Canadian man's cyber quest for wife ends with a 'Yes' to marriage proposal

MONTREAL — A Canadian blogger who set out to find a wife through a unique online social experiment that grabbed worldwide attention can now officially claim success.

Montreal-born Allan Wills, the mastermind behind a hugely popular website dubbed "Are you my wife?", which chronicled his very public search for lasting love, has received a resounding "Yes" to his marriage proposal from his British-born girlfriend.

Wills, 31, who lives in London, had set a make-or-break Saturday deadline to determine whether the experiment-turned-relationship would work.

Just shy of the deadline, Wills popped the question to his girlfriend Claire Marjoram, 30, on Montreal's picturesque Mount Royal. The two hope to tie the knot sometime next year.

"Over the last year we really bonded while we lived together, so I was able to take the question mark off the site," Wills said in an interview.

It was Wills' disdain for traditional and online dating, an impending 30th birthday and a scattered life in London that prompted him to start a spouse-hunting blog that included a photo, a phone number and a solemn promise to go anywhere in the world on a date.

The project took on a life of its own and Wills, with the help of standby airline passes provided by his brother and the generosity of strangers, jet-setted around the world on some 45 dates in 13 different countries during the last year.

The dates in themselves were an adventure - an international dating spree that took him from Shanghai to Budapest to Zurich. Everything from the Elmore Bachelor and Spinsters Ball in Australia to swimming with dolphins.

"But what came out of this little social experiment is not only did I get some great dates and end up with a happy ending, I also met tons of people who said, 'Hey, I want to challenge you and test your mettle'," Wills said in an interview in Montreal, shortly before returning to London.

"At some points I must admit it did get a bit out of control, but I promised I'd put myself out there for a year and even if I stayed single, I'd lost nothing and gained everything."

It was amid all the craziness that Wills, originally from Montreal, found himself craving normalcy and found time for a simple ho-hum coffee with Marjoram, who happened to live in London and had read about his exploits in a commuter paper.

"The way we met was typical, but it was only so because everything else was so crazy," Wills said. "The real twist to the story is that I went all the way around the world only to find a girl who was in the same city as me."

They met in January 2007 and moved in together that July and have spent much of the last year together in relative anonymity, save the odd blog entry on what they call their "ultimate date."

The idea was to "strip away the games, see each other at our worst and if we look good then things can only get better," Wills said.

Marjoram says it was necessary to regain their lives after a media storm just one summer ago.

"Last summer when the press was going crazy, I got tired of it. I don't like living my life out in the public," Marjoram said.

"But the interaction (since then) has been so positive and so supportive and people have said, 'What a great story, what a great idea!' But I was very grateful to have that year."

Now Wills and Marjoram hope to offer their approach to others through a website set to launch in October. The couple hope to help others find their soul mates and Wills will continue to blog on the site.

Wills says the idea is to continue with the story-telling approach to dating, not unlike his own blogging adventures. People would be able to post a profile but include a wide array of information about themselves from pictures, video and text.

"It will give people the opportunity to meet in a conventional yet unconventional way," Marjoram adds.

The problem, both say, is that Internet dating, much like traditional dating, is labour-intensive and gives no freedom of expression except for curt word blurbs. People are generally guarded and not really saying who they are, Marjoram said.

"The problem is if you punch in the wrong statistics and you miss somebody," Marjoram says.

"If I put in (an interest) I'm more likely to find like-minded people and that's what a long-lasting relationship needs to be based on."

Even if the site doesn't work out, Wills and Marjoram have full-time jobs, busy lives and a future to plan.

"And we've got each other," Wills adds.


When you give the entries again, keep every word as it stands and drop the pictures.

[[ DATA TO PROCESS, beginning ]]

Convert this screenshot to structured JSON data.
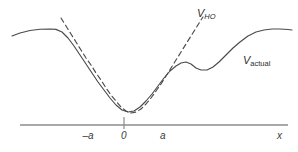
{
  "figure": {
    "title": ""
  },
  "labels": {
    "v_ho_symbol": "V",
    "v_ho_subscript": "HO",
    "v_actual_symbol": "V",
    "v_actual_subscript": "actual",
    "axis_x": "x",
    "tick_minus_a": "–a",
    "tick_zero": "0",
    "tick_a": "a"
  },
  "colors": {
    "curve": "#4a4a4a",
    "dashed": "#4a4a4a",
    "axis": "#8c8c8c",
    "text": "#2e2e2e",
    "background": "#ffffff"
  },
  "chart_data": {
    "type": "line",
    "title": "",
    "xlabel": "x",
    "ylabel": "",
    "grid": false,
    "legend": "inline-annotations",
    "axis": {
      "x_line_start_px": 20,
      "x_line_end_px": 288,
      "x_line_y_px": 125,
      "origin_tick_x_px": 124,
      "origin_tick_top_px": 117,
      "origin_tick_bottom_px": 129
    },
    "xticks": [
      "–a",
      "0",
      "a"
    ],
    "xtick_positions_px": [
      88,
      124,
      163
    ],
    "series": [
      {
        "name": "V_actual",
        "style": "solid",
        "points_px": [
          [
            12,
            36
          ],
          [
            20,
            33
          ],
          [
            30,
            30.5
          ],
          [
            40,
            29.2
          ],
          [
            50,
            29.0
          ],
          [
            56,
            29.4
          ],
          [
            62,
            32
          ],
          [
            68,
            38
          ],
          [
            74,
            46
          ],
          [
            80,
            55
          ],
          [
            86,
            64
          ],
          [
            92,
            73
          ],
          [
            98,
            82
          ],
          [
            104,
            90
          ],
          [
            110,
            98
          ],
          [
            116,
            105
          ],
          [
            122,
            110
          ],
          [
            128,
            112
          ],
          [
            134,
            111
          ],
          [
            140,
            107
          ],
          [
            146,
            101
          ],
          [
            152,
            94
          ],
          [
            158,
            86
          ],
          [
            164,
            78
          ],
          [
            170,
            71
          ],
          [
            176,
            66
          ],
          [
            181,
            63
          ],
          [
            186,
            62
          ],
          [
            191,
            64
          ],
          [
            196,
            68
          ],
          [
            201,
            70
          ],
          [
            207,
            70
          ],
          [
            213,
            67
          ],
          [
            219,
            62
          ],
          [
            226,
            55
          ],
          [
            233,
            48
          ],
          [
            240,
            42
          ],
          [
            248,
            36
          ],
          [
            256,
            32
          ],
          [
            264,
            30
          ],
          [
            272,
            29
          ],
          [
            280,
            29
          ],
          [
            288,
            29.5
          ],
          [
            292,
            30
          ]
        ]
      },
      {
        "name": "V_HO",
        "style": "dashed",
        "points_px": [
          [
            61,
            18
          ],
          [
            66,
            26
          ],
          [
            71,
            34
          ],
          [
            76,
            42
          ],
          [
            81,
            50
          ],
          [
            86,
            58
          ],
          [
            91,
            65
          ],
          [
            96,
            73
          ],
          [
            101,
            80
          ],
          [
            106,
            88
          ],
          [
            111,
            95
          ],
          [
            116,
            101
          ],
          [
            121,
            107
          ],
          [
            126,
            111
          ],
          [
            131,
            113
          ],
          [
            136,
            112
          ],
          [
            141,
            109
          ],
          [
            146,
            104
          ],
          [
            151,
            98
          ],
          [
            156,
            91
          ],
          [
            161,
            84
          ],
          [
            166,
            76
          ],
          [
            171,
            68
          ],
          [
            176,
            60
          ],
          [
            181,
            52
          ],
          [
            186,
            44
          ],
          [
            191,
            36
          ],
          [
            196,
            28
          ],
          [
            201,
            20
          ],
          [
            203,
            17
          ]
        ]
      }
    ]
  }
}
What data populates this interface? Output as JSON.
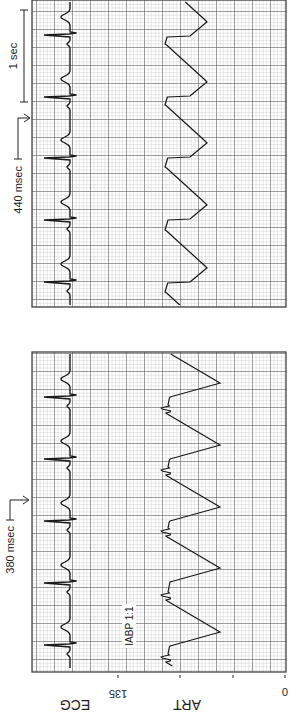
{
  "chart_data": {
    "type": "line",
    "title": "",
    "orientation_note": "figure rotated 90 degrees counter-clockwise",
    "axis_labels": {
      "ecg": "ECG",
      "art": "ART",
      "ticks": [
        "135",
        "",
        "",
        "0"
      ]
    },
    "panels": [
      {
        "name": "IABP 1:1",
        "annotation": "IABP 1:1",
        "interval_label": "380 msec",
        "series": [
          {
            "name": "ECG",
            "qrs_positions_px": [
              69,
              131,
              193,
              255,
              317
            ]
          },
          {
            "name": "ART",
            "peak_positions_px": [
              82,
              146,
              207,
              269,
              331
            ]
          }
        ]
      },
      {
        "name": "Off IABP",
        "interval_label": "440 msec",
        "scale_label": "1 sec",
        "series": [
          {
            "name": "ECG",
            "qrs_positions_px": [
              432,
              494,
              556,
              617,
              679
            ]
          },
          {
            "name": "ART",
            "peak_positions_px": [
              446,
              509,
              571,
              632,
              692
            ]
          }
        ]
      }
    ],
    "ylim": [
      0,
      135
    ],
    "grid": true
  },
  "colors": {
    "grid_minor": "#9a9a9a",
    "grid_major": "#4a4a4a",
    "trace": "#1a1a1a",
    "background": "#ffffff"
  }
}
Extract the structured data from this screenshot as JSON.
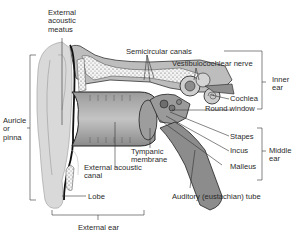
{
  "figure": {
    "colors": {
      "background": "#ffffff",
      "pinna": "#d9d9d9",
      "canal": "#a8a8a8",
      "bone": "#f2f2f2",
      "temporal": "#bdbdbd",
      "tube": "#8c8c8c",
      "outline": "#1a1a1a",
      "leader": "#333333",
      "text": "#2a2a2a"
    },
    "labels": {
      "external_acoustic_meatus": "External\nacoustic\nmeatus",
      "semicircular_canals": "Semicircular canals",
      "vestibulocochlear_nerve": "Vestibulocochlear nerve",
      "inner_ear": "Inner\near",
      "cochlea": "Cochlea",
      "round_window": "Round window",
      "auricle_or_pinna": "Auricle\nor\npinna",
      "tympanic_membrane": "Tympanic\nmembrane",
      "stapes": "Stapes",
      "incus": "Incus",
      "middle_ear": "Middle\near",
      "malleus": "Malleus",
      "external_acoustic_canal": "External acoustic\ncanal",
      "lobe": "Lobe",
      "auditory_tube": "Auditory (eustachian) tube",
      "external_ear": "External ear"
    }
  }
}
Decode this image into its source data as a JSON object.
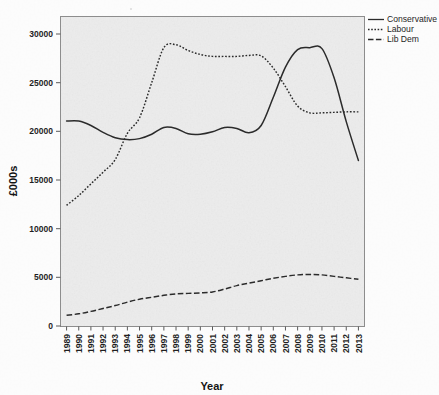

[[ DATA TO PROCESS, end ]]

REPLY:
Convert this screenshot to structured JSON data.
{
  "figure": {
    "title": ""
  },
  "labels": {
    "v_ho_symbol": "V",
    "v_ho_subscript": "HO",
    "v_actual_symbol": "V",
    "v_actual_subscript": "actual",
    "axis_x": "x",
    "tick_minus_a": "–a",
    "tick_zero": "0",
    "tick_a": "a"
  },
  "colors": {
    "curve": "#4a4a4a",
    "dashed": "#4a4a4a",
    "axis": "#8c8c8c",
    "text": "#2e2e2e",
    "background": "#ffffff"
  },
  "chart_data": {
    "type": "line",
    "title": "",
    "xlabel": "x",
    "ylabel": "",
    "grid": false,
    "legend": "inline-annotations",
    "axis": {
      "x_line_start_px": 20,
      "x_line_end_px": 288,
      "x_line_y_px": 125,
      "origin_tick_x_px": 124,
      "origin_tick_top_px": 117,
      "origin_tick_bottom_px": 129
    },
    "xticks": [
      "–a",
      "0",
      "a"
    ],
    "xtick_positions_px": [
      88,
      124,
      163
    ],
    "series": [
      {
        "name": "V_actual",
        "style": "solid",
        "points_px": [
          [
            12,
            36
          ],
          [
            20,
            33
          ],
          [
            30,
            30.5
          ],
          [
            40,
            29.2
          ],
          [
            50,
            29.0
          ],
          [
            56,
            29.4
          ],
          [
            62,
            32
          ],
          [
            68,
            38
          ],
          [
            74,
            46
          ],
          [
            80,
            55
          ],
          [
            86,
            64
          ],
          [
            92,
            73
          ],
          [
            98,
            82
          ],
          [
            104,
            90
          ],
          [
            110,
            98
          ],
          [
            116,
            105
          ],
          [
            122,
            110
          ],
          [
            128,
            112
          ],
          [
            134,
            111
          ],
          [
            140,
            107
          ],
          [
            146,
            101
          ],
          [
            152,
            94
          ],
          [
            158,
            86
          ],
          [
            164,
            78
          ],
          [
            170,
            71
          ],
          [
            176,
            66
          ],
          [
            181,
            63
          ],
          [
            186,
            62
          ],
          [
            191,
            64
          ],
          [
            196,
            68
          ],
          [
            201,
            70
          ],
          [
            207,
            70
          ],
          [
            213,
            67
          ],
          [
            219,
            62
          ],
          [
            226,
            55
          ],
          [
            233,
            48
          ],
          [
            240,
            42
          ],
          [
            248,
            36
          ],
          [
            256,
            32
          ],
          [
            264,
            30
          ],
          [
            272,
            29
          ],
          [
            280,
            29
          ],
          [
            288,
            29.5
          ],
          [
            292,
            30
          ]
        ]
      },
      {
        "name": "V_HO",
        "style": "dashed",
        "points_px": [
          [
            61,
            18
          ],
          [
            66,
            26
          ],
          [
            71,
            34
          ],
          [
            76,
            42
          ],
          [
            81,
            50
          ],
          [
            86,
            58
          ],
          [
            91,
            65
          ],
          [
            96,
            73
          ],
          [
            101,
            80
          ],
          [
            106,
            88
          ],
          [
            111,
            95
          ],
          [
            116,
            101
          ],
          [
            121,
            107
          ],
          [
            126,
            111
          ],
          [
            131,
            113
          ],
          [
            136,
            112
          ],
          [
            141,
            109
          ],
          [
            146,
            104
          ],
          [
            151,
            98
          ],
          [
            156,
            91
          ],
          [
            161,
            84
          ],
          [
            166,
            76
          ],
          [
            171,
            68
          ],
          [
            176,
            60
          ],
          [
            181,
            52
          ],
          [
            186,
            44
          ],
          [
            191,
            36
          ],
          [
            196,
            28
          ],
          [
            201,
            20
          ],
          [
            203,
            17
          ]
        ]
      }
    ]
  }
}
What data populates this interface? Output as JSON.
{
  "chart_data": {
    "type": "line",
    "title": "",
    "orientation_note": "figure rotated 90 degrees counter-clockwise",
    "axis_labels": {
      "ecg": "ECG",
      "art": "ART",
      "ticks": [
        "135",
        "",
        "",
        "0"
      ]
    },
    "panels": [
      {
        "name": "IABP 1:1",
        "annotation": "IABP 1:1",
        "interval_label": "380 msec",
        "series": [
          {
            "name": "ECG",
            "qrs_positions_px": [
              69,
              131,
              193,
              255,
              317
            ]
          },
          {
            "name": "ART",
            "peak_positions_px": [
              82,
              146,
              207,
              269,
              331
            ]
          }
        ]
      },
      {
        "name": "Off IABP",
        "interval_label": "440 msec",
        "scale_label": "1 sec",
        "series": [
          {
            "name": "ECG",
            "qrs_positions_px": [
              432,
              494,
              556,
              617,
              679
            ]
          },
          {
            "name": "ART",
            "peak_positions_px": [
              446,
              509,
              571,
              632,
              692
            ]
          }
        ]
      }
    ],
    "ylim": [
      0,
      135
    ],
    "grid": true
  },
  "colors": {
    "grid_minor": "#9a9a9a",
    "grid_major": "#4a4a4a",
    "trace": "#1a1a1a",
    "background": "#ffffff"
  }
}
Extract the structured data from this screenshot as JSON.
{
  "figure": {
    "colors": {
      "background": "#ffffff",
      "pinna": "#d9d9d9",
      "canal": "#a8a8a8",
      "bone": "#f2f2f2",
      "temporal": "#bdbdbd",
      "tube": "#8c8c8c",
      "outline": "#1a1a1a",
      "leader": "#333333",
      "text": "#2a2a2a"
    },
    "labels": {
      "external_acoustic_meatus": "External\nacoustic\nmeatus",
      "semicircular_canals": "Semicircular canals",
      "vestibulocochlear_nerve": "Vestibulocochlear nerve",
      "inner_ear": "Inner\near",
      "cochlea": "Cochlea",
      "round_window": "Round window",
      "auricle_or_pinna": "Auricle\nor\npinna",
      "tympanic_membrane": "Tympanic\nmembrane",
      "stapes": "Stapes",
      "incus": "Incus",
      "middle_ear": "Middle\near",
      "malleus": "Malleus",
      "external_acoustic_canal": "External acoustic\ncanal",
      "lobe": "Lobe",
      "auditory_tube": "Auditory (eustachian) tube",
      "external_ear": "External ear"
    }
  }
}
Decode this image into its source data as a JSON object.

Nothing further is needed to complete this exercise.